The leaders of four major European powers traveled to Kyiv on Saturday and demanded an unconditional 30-day cease-fire from Monday. Putin, implicitly rejecting the offer, instead proposed direct Russia-Ukraine talks in Istanbul that he said could potentially lead to a cease-fire.
 
Putin and Zelensky have not met since December 2019 — over two years before Russia launched its full-scale invasion of Ukraine — and make no secret of their contempt for each other.
 
Responding to the cease-fire proposal, Russia said at the weekend it is committed to ending the war but that European powers were using the language of confrontation.
 
Ukrainian Foreign Minister Andrii Sybiha said Russia was "completely ignoring" the cease-fire initiative, citing what he said were continued attacks on Ukrainian forces.
 
He said he shared information about the continued fighting with European partners and U.S. Secretary of State Marco Rubio on a joint phone call. The allies had agreed that sanctions would be needed to pressure Russia if it snubbed the truce move.
 
U.S. President Donald Trump takes questions while signing an executive order aiming to lower the cost of prescription drugs during a press conference in the Roosevelt Room of the White House in Washington, D.C. on May 12. [UPI/YONHAP]

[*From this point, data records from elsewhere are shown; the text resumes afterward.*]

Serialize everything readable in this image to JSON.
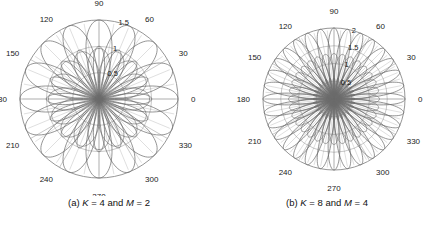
{
  "figure": {
    "background": "#ffffff",
    "line_color": "#6b6b6b",
    "grid_color": "#9a9a9a",
    "text_color": "#1a1a1a",
    "panels": [
      {
        "id": "a",
        "caption_prefix": "(a) ",
        "caption_k_symbol": "K",
        "caption_k_value": " = 4 and ",
        "caption_m_symbol": "M",
        "caption_m_value": " = 2",
        "caption_full": "(a) K = 4 and M = 2",
        "angular_labels": [
          "0",
          "30",
          "60",
          "90",
          "120",
          "150",
          "180",
          "210",
          "240",
          "270",
          "300",
          "330"
        ],
        "radial_labels": [
          "0.5",
          "1",
          "1.5"
        ],
        "center_x": 99,
        "center_y": 99,
        "outer_radius": 79
      },
      {
        "id": "b",
        "caption_prefix": "(b) ",
        "caption_k_symbol": "K",
        "caption_k_value": " = 8 and ",
        "caption_m_symbol": "M",
        "caption_m_value": " = 4",
        "caption_full": "(b) K = 8 and M = 4",
        "angular_labels": [
          "0",
          "30",
          "60",
          "90",
          "120",
          "150",
          "180",
          "210",
          "240",
          "270",
          "300",
          "330"
        ],
        "radial_labels": [
          "0.5",
          "1",
          "1.5",
          "2"
        ],
        "center_x": 116,
        "center_y": 99,
        "outer_radius": 71
      }
    ]
  },
  "chart_data": [
    {
      "type": "line",
      "subtype": "polar-rose",
      "panel": "a",
      "title": "(a) K = 4 and M = 2",
      "xlabel": "",
      "ylabel": "",
      "theta_unit": "degrees",
      "theta_ticks": [
        0,
        30,
        60,
        90,
        120,
        150,
        180,
        210,
        240,
        270,
        300,
        330
      ],
      "r_ticks": [
        0.5,
        1,
        1.5
      ],
      "rlim": [
        0,
        1.5
      ],
      "grid": true,
      "legend": "none",
      "parameters": {
        "K": 4,
        "M": 2
      },
      "series": [
        {
          "name": "rosette-lobes",
          "count": 16,
          "r_max": 1.5,
          "description": "16 closed petal loops radiating from origin, outer tips on r=1.5 circle"
        },
        {
          "name": "inner-loops",
          "count": 16,
          "r_max": 1.0,
          "description": "secondary loops reaching r=1.0"
        },
        {
          "name": "outer-boundary-circle",
          "r": 1.5
        }
      ]
    },
    {
      "type": "line",
      "subtype": "polar-rose",
      "panel": "b",
      "title": "(b) K = 8 and M = 4",
      "xlabel": "",
      "ylabel": "",
      "theta_unit": "degrees",
      "theta_ticks": [
        0,
        30,
        60,
        90,
        120,
        150,
        180,
        210,
        240,
        270,
        300,
        330
      ],
      "r_ticks": [
        0.5,
        1,
        1.5,
        2
      ],
      "rlim": [
        0,
        2
      ],
      "grid": true,
      "legend": "none",
      "parameters": {
        "K": 8,
        "M": 4
      },
      "series": [
        {
          "name": "rosette-lobes",
          "count": 32,
          "r_max": 2.0,
          "description": "32 closed petal loops radiating from origin, outer tips on r=2 circle"
        },
        {
          "name": "inner-loops",
          "count": 32,
          "r_max": 0.6,
          "description": "dense inner lobe cluster near origin"
        },
        {
          "name": "outer-boundary-circle",
          "r": 2.0
        }
      ]
    }
  ]
}
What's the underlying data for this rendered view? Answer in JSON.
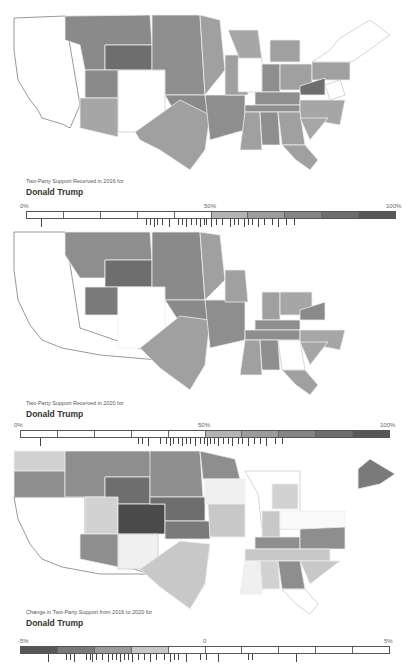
{
  "panels": [
    {
      "subtitle": "Two-Party Support Received in 2016 for",
      "candidate": "Donald Trump",
      "scale": {
        "min_label": "0%",
        "mid_label": "50%",
        "max_label": "100%",
        "segments": [
          "#ffffff",
          "#ffffff",
          "#ffffff",
          "#ffffff",
          "#ffffff",
          "#b4b4b4",
          "#9c9c9c",
          "#858585",
          "#6e6e6e",
          "#575757"
        ]
      }
    },
    {
      "subtitle": "Two-Party Support Received in 2020 for",
      "candidate": "Donald Trump",
      "scale": {
        "min_label": "0%",
        "mid_label": "50%",
        "max_label": "100%",
        "segments": [
          "#ffffff",
          "#ffffff",
          "#ffffff",
          "#ffffff",
          "#ffffff",
          "#b4b4b4",
          "#9c9c9c",
          "#858585",
          "#6e6e6e",
          "#575757"
        ]
      }
    },
    {
      "subtitle": "Change in Two-Party Support from 2016 to 2020 for",
      "candidate": "Donald Trump",
      "scale": {
        "min_label": "-5%",
        "mid_label": "0",
        "max_label": "5%",
        "segments": [
          "#575757",
          "#787878",
          "#9a9a9a",
          "#c8c8c8",
          "#ffffff",
          "#ffffff",
          "#ffffff",
          "#ffffff",
          "#ffffff",
          "#ffffff"
        ]
      }
    }
  ],
  "colors": {
    "background": "#ffffff",
    "border": "#555555",
    "state_border": "#eeeeee"
  }
}
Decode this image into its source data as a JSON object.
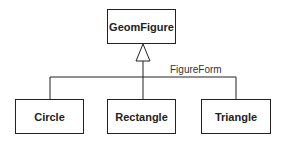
{
  "diagram": {
    "type": "uml-class-generalization",
    "parent": {
      "name": "GeomFigure"
    },
    "discriminator": "FigureForm",
    "children": [
      {
        "name": "Circle"
      },
      {
        "name": "Rectangle"
      },
      {
        "name": "Triangle"
      }
    ],
    "colors": {
      "line": "#222222",
      "background": "#ffffff"
    }
  }
}
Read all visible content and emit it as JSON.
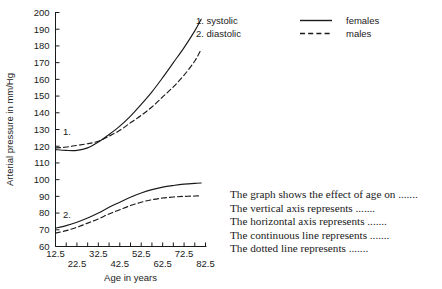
{
  "chart_data": {
    "type": "line",
    "title": "",
    "xlabel": "Age in years",
    "ylabel": "Arterial pressure in mm/Hg",
    "xlim": [
      12.5,
      82.5
    ],
    "ylim": [
      60,
      200
    ],
    "grid": false,
    "x_ticks": [
      12.5,
      17.5,
      22.5,
      27.5,
      32.5,
      37.5,
      42.5,
      47.5,
      52.5,
      57.5,
      62.5,
      67.5,
      72.5,
      77.5,
      82.5
    ],
    "x_tick_labels": [
      "12.5",
      "",
      "22.5",
      "",
      "32.5",
      "",
      "42.5",
      "",
      "52.5",
      "",
      "62.5",
      "",
      "72.5",
      "",
      "82.5"
    ],
    "y_ticks": [
      60,
      70,
      80,
      90,
      100,
      110,
      120,
      130,
      140,
      150,
      160,
      170,
      180,
      190,
      200
    ],
    "y_tick_labels": [
      "60",
      "70",
      "80",
      "90",
      "100",
      "110",
      "120",
      "130",
      "140",
      "150",
      "160",
      "170",
      "180",
      "190",
      "200"
    ],
    "curve_tags": [
      {
        "text": "1.",
        "x": 16.0,
        "y": 127
      },
      {
        "text": "2.",
        "x": 16.0,
        "y": 77
      }
    ],
    "x": [
      12.5,
      17.5,
      22.5,
      27.5,
      32.5,
      37.5,
      42.5,
      47.5,
      52.5,
      57.5,
      62.5,
      67.5,
      72.5,
      77.5,
      80.5
    ],
    "series": [
      {
        "name": "systolic females",
        "measure": "systolic",
        "sex": "females",
        "line": "solid",
        "values": [
          118,
          117.5,
          117.5,
          119,
          122.5,
          127,
          132,
          138,
          145,
          152.5,
          161,
          170,
          179,
          189,
          196
        ]
      },
      {
        "name": "systolic males",
        "measure": "systolic",
        "sex": "males",
        "line": "dashed",
        "values": [
          119,
          119.5,
          120.5,
          121.5,
          123,
          126,
          129.5,
          134,
          138.5,
          143.5,
          149.5,
          155.5,
          162.5,
          171,
          178
        ]
      },
      {
        "name": "diastolic females",
        "measure": "diastolic",
        "sex": "females",
        "line": "solid",
        "values": [
          71,
          72.5,
          74.5,
          77,
          80,
          83.5,
          86.5,
          89.5,
          92,
          94,
          95.5,
          96.5,
          97.3,
          97.8,
          98
        ]
      },
      {
        "name": "diastolic males",
        "measure": "diastolic",
        "sex": "males",
        "line": "dashed",
        "values": [
          68,
          69.5,
          71.5,
          74,
          76.5,
          79.5,
          82,
          84.5,
          86.5,
          88,
          89,
          89.6,
          90,
          90.2,
          90.3
        ]
      }
    ]
  },
  "legend": {
    "rows": [
      {
        "number_label": "1. systolic",
        "sample": "solid-line-sample",
        "label": "females"
      },
      {
        "number_label": "2. diastolic",
        "sample": "dashed-line-sample",
        "label": "males"
      }
    ]
  },
  "prompt": {
    "lines": [
      "The graph shows the effect of age on .......",
      "The vertical axis represents .......",
      "The horizontal axis represents .......",
      "The continuous line represents .......",
      "The dotted line represents ......."
    ]
  },
  "colors": {
    "ink": "#1a1a1a",
    "background": "#ffffff"
  }
}
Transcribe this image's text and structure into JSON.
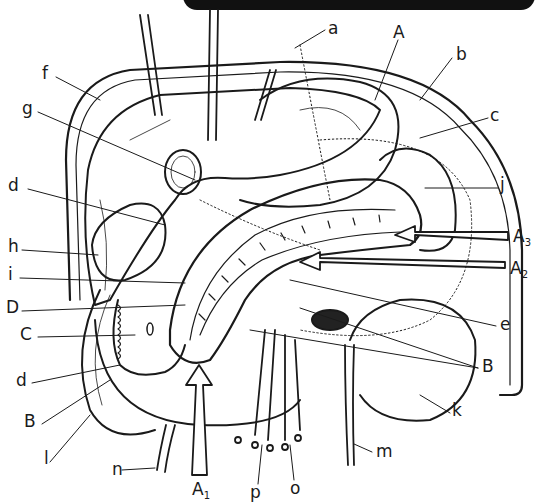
{
  "figure": {
    "title_banner_text": "",
    "line_color": "#1a1a1a",
    "fill_color": "#ffffff",
    "dark_fill": "#222222"
  },
  "labels": {
    "a": "a",
    "b": "b",
    "c": "c",
    "d_upper": "d",
    "d_lower": "d",
    "e": "e",
    "f": "f",
    "g": "g",
    "h": "h",
    "i": "i",
    "j": "j",
    "k": "k",
    "l": "l",
    "m": "m",
    "n": "n",
    "o": "o",
    "p": "p",
    "A": "A",
    "A1": {
      "main": "A",
      "sub": "1"
    },
    "A2": {
      "main": "A",
      "sub": "2"
    },
    "A3": {
      "main": "A",
      "sub": "3"
    },
    "B_left": "B",
    "B_right": "B",
    "C": "C",
    "D": "D"
  }
}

U.S. President Donald Trump takes questions while signing an executive order aiming to lower the cost of prescription drugs during a press conference in the Roosevelt Room of the White House in Washington, D.C. on May 12. [UPI/YONHAP]

 
Russia and Ukraine are both trying to show Trump they are working toward his objective of reaching a rapid peace in Ukraine, while trying to make the other look like the spoiler to his efforts.
 
The Ukrainian military's general staff said that as of 10 p.m. on Monday, there had been 133 clashes with Russian forces along the front line since midnight, when the cease-fire was to have come into effect.
 
Ukraine's top commander, Oleksander Syrskyi, was quoted by Zelensky as saying the heaviest fighting still gripped the Donetsk region, the focus of the eastern front and Russia's western Kursk region, nine months after Kyiv's forces staged a cross-border incursion.
 
The fighting was at the same intensity it would be if there were no cease-fire, said Viktor Trehubov, a spokesperson for the military on Ukraine's eastern front.
 
Kyiv is desperate to unlock more of the U.S. military backing it received from Trump's predecessor, Joe Biden. Moscow senses an opportunity to get relief from a barrage of economic sanctions and engage with the world's biggest economy.